Reputation: 55
I am new to Three.js / WebGL and am building a half-game, half-music visualizer that involves many different geometries that move through the scene in various ways. I've researched optimization as best I can, and followed a lot of advice - I've combined a lot of my repeated geometries (for example, each cube geometry that makes one building in the city) into large GeometryUtils merges, I've removed some textures, and I'v reduced the curve segments of my text geometries to just 1. But my app's performance still varies between 40 fps (pretty good, on a gaming computer) to 20 fps (on my 15 inch Macbook), to just 1 fps seemingly randomly on various friends' computers.
One thing that I haven't been able to get rid of, which I know to be costly, is the constant updating of vertices. I have a large mesh of Three.js text geometries, which I render all at the same time in an attempt to optimize. They need to look like they are falling from the sky - so I gave each text geometry an increasingly high y position, and I decrement the y position of each vertex by 5 each frame using a for loop.
I am also updating a lot of aspects of geometries during each frame, so that they respond to the music (which is loaded up as a buffer through the Web Audio API). I update the scale, emissive color of the material, and rotation, of one mesh each for every frame per second.

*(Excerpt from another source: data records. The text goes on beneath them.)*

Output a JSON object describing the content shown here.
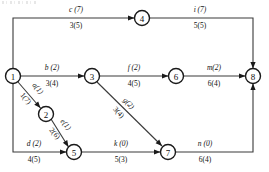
{
  "diagram": {
    "type": "activity-on-arrow-network",
    "title": "",
    "nodes": [
      {
        "id": "1",
        "label": "1",
        "cx": 13,
        "cy": 76,
        "r": 7.5
      },
      {
        "id": "2",
        "label": "2",
        "cx": 46,
        "cy": 114,
        "r": 7.5
      },
      {
        "id": "3",
        "label": "3",
        "cx": 92,
        "cy": 76,
        "r": 7.5
      },
      {
        "id": "4",
        "label": "4",
        "cx": 142,
        "cy": 18,
        "r": 7.5
      },
      {
        "id": "5",
        "label": "5",
        "cx": 74,
        "cy": 152,
        "r": 7.5
      },
      {
        "id": "6",
        "label": "6",
        "cx": 176,
        "cy": 76,
        "r": 7.5
      },
      {
        "id": "7",
        "label": "7",
        "cx": 168,
        "cy": 152,
        "r": 7.5
      },
      {
        "id": "8",
        "label": "8",
        "cx": 253,
        "cy": 76,
        "r": 7.5
      }
    ],
    "edges": [
      {
        "id": "c",
        "from": "1",
        "to": "4",
        "name": "c (7)",
        "duration": "3(5)",
        "name_x": 76,
        "name_y": 12,
        "dur_x": 76,
        "dur_y": 28,
        "rotate": 0,
        "path": "M 13 68.5 L 13 18 L 134.5 18",
        "arrow": {
          "x": 134.5,
          "y": 18,
          "angle": 0
        }
      },
      {
        "id": "i",
        "from": "4",
        "to": "8",
        "name": "i (7)",
        "duration": "5(5)",
        "name_x": 200,
        "name_y": 12,
        "dur_x": 200,
        "dur_y": 28,
        "rotate": 0,
        "path": "M 149.5 18 L 253 18 L 253 68.5",
        "arrow": {
          "x": 253,
          "y": 68.5,
          "angle": 90
        }
      },
      {
        "id": "b",
        "from": "1",
        "to": "3",
        "name": "b (2)",
        "duration": "3(4)",
        "name_x": 52,
        "name_y": 70,
        "dur_x": 52,
        "dur_y": 86,
        "rotate": 0,
        "path": "M 20.5 76 L 84.5 76",
        "arrow": {
          "x": 84.5,
          "y": 76,
          "angle": 0
        }
      },
      {
        "id": "f",
        "from": "3",
        "to": "6",
        "name": "f (2)",
        "duration": "4(5)",
        "name_x": 134,
        "name_y": 70,
        "dur_x": 134,
        "dur_y": 86,
        "rotate": 0,
        "path": "M 99.5 76 L 168.5 76",
        "arrow": {
          "x": 168.5,
          "y": 76,
          "angle": 0
        }
      },
      {
        "id": "m",
        "from": "6",
        "to": "8",
        "name": "m(2)",
        "duration": "6(4)",
        "name_x": 214,
        "name_y": 70,
        "dur_x": 214,
        "dur_y": 86,
        "rotate": 0,
        "path": "M 183.5 76 L 245.5 76",
        "arrow": {
          "x": 245.5,
          "y": 76,
          "angle": 0
        }
      },
      {
        "id": "a",
        "from": "1",
        "to": "2",
        "name": "a(1)",
        "duration": "1(7)",
        "name_x": 36,
        "name_y": 90,
        "dur_x": 24,
        "dur_y": 100,
        "rotate": 49,
        "path": "M 18 82 L 40.5 108",
        "arrow": {
          "x": 40.5,
          "y": 108,
          "angle": 49
        }
      },
      {
        "id": "e",
        "from": "2",
        "to": "5",
        "name": "e(1)",
        "duration": "2(6)",
        "name_x": 64,
        "name_y": 126,
        "dur_x": 53,
        "dur_y": 135,
        "rotate": 49,
        "path": "M 51 119 L 68.5 147",
        "arrow": {
          "x": 68.5,
          "y": 147,
          "angle": 58
        }
      },
      {
        "id": "d",
        "from": "1",
        "to": "5",
        "name": "d (2)",
        "duration": "4(5)",
        "name_x": 34,
        "name_y": 146,
        "dur_x": 34,
        "dur_y": 162,
        "rotate": 0,
        "path": "M 13 83.5 L 13 152 L 66.5 152",
        "arrow": {
          "x": 66.5,
          "y": 152,
          "angle": 0
        }
      },
      {
        "id": "k",
        "from": "5",
        "to": "7",
        "name": "k (0)",
        "duration": "5(3)",
        "name_x": 121,
        "name_y": 146,
        "dur_x": 121,
        "dur_y": 162,
        "rotate": 0,
        "path": "M 81.5 152 L 160.5 152",
        "arrow": {
          "x": 160.5,
          "y": 152,
          "angle": 0
        }
      },
      {
        "id": "g",
        "from": "3",
        "to": "7",
        "name": "g(2)",
        "duration": "3(4)",
        "name_x": 127,
        "name_y": 105,
        "dur_x": 117,
        "dur_y": 114,
        "rotate": 46,
        "path": "M 97 82 L 162 146",
        "arrow": {
          "x": 162,
          "y": 146,
          "angle": 45
        }
      },
      {
        "id": "n",
        "from": "7",
        "to": "8",
        "name": "n (0)",
        "duration": "6(4)",
        "name_x": 205,
        "name_y": 146,
        "dur_x": 205,
        "dur_y": 162,
        "rotate": 0,
        "path": "M 175.5 152 L 253 152 L 253 83.5",
        "arrow": {
          "x": 253,
          "y": 83.5,
          "angle": -90
        }
      }
    ],
    "colors": {
      "node_stroke": "#1a1a1a",
      "edge_stroke": "#3a3a3a",
      "text": "#111111",
      "background": "#ffffff"
    }
  }
}
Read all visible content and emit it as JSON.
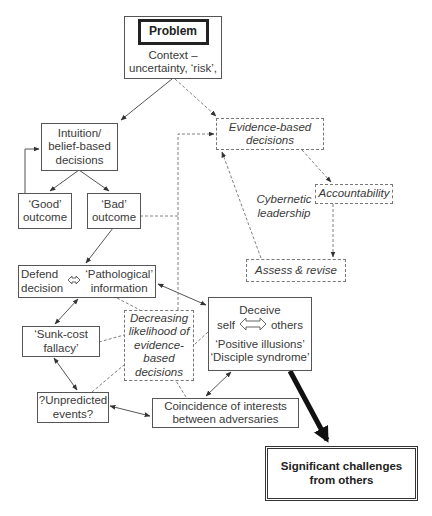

I have the following three specific questions:
Is there a better way to update the position of a large mesh in Three.js (one from a geometry that has had many smaller geometries merged with it), without updating each vertex individually? If not, is there a more efficient way to optimize the way I am updating these vertices?
Are any of the other operations I am doing on my meshes (updating scale, emissive color of material, or rotation), particularly costly? Is there a way to optimize them?
Are there any ways I might not be aware of, besides trying my best to optimize for speed, to standardize the performance of my app across devices?
My source code is here: https://github.com/jaclynj/dancingcities/blob/master/public/main.js
And my site is here: dancingcities.heroku.com
Thank you!
Upvotes: 0
Views: 1558
Reputation: 3111
You have multiple questions which are all more subjects for discussion than specific questions that can be answered without writing a book. However you could look into using a custom vertex shader to move your geometries around solely on GPU, using BufferedGeometry, or rendering at lower resolution (like half). Those come to mind.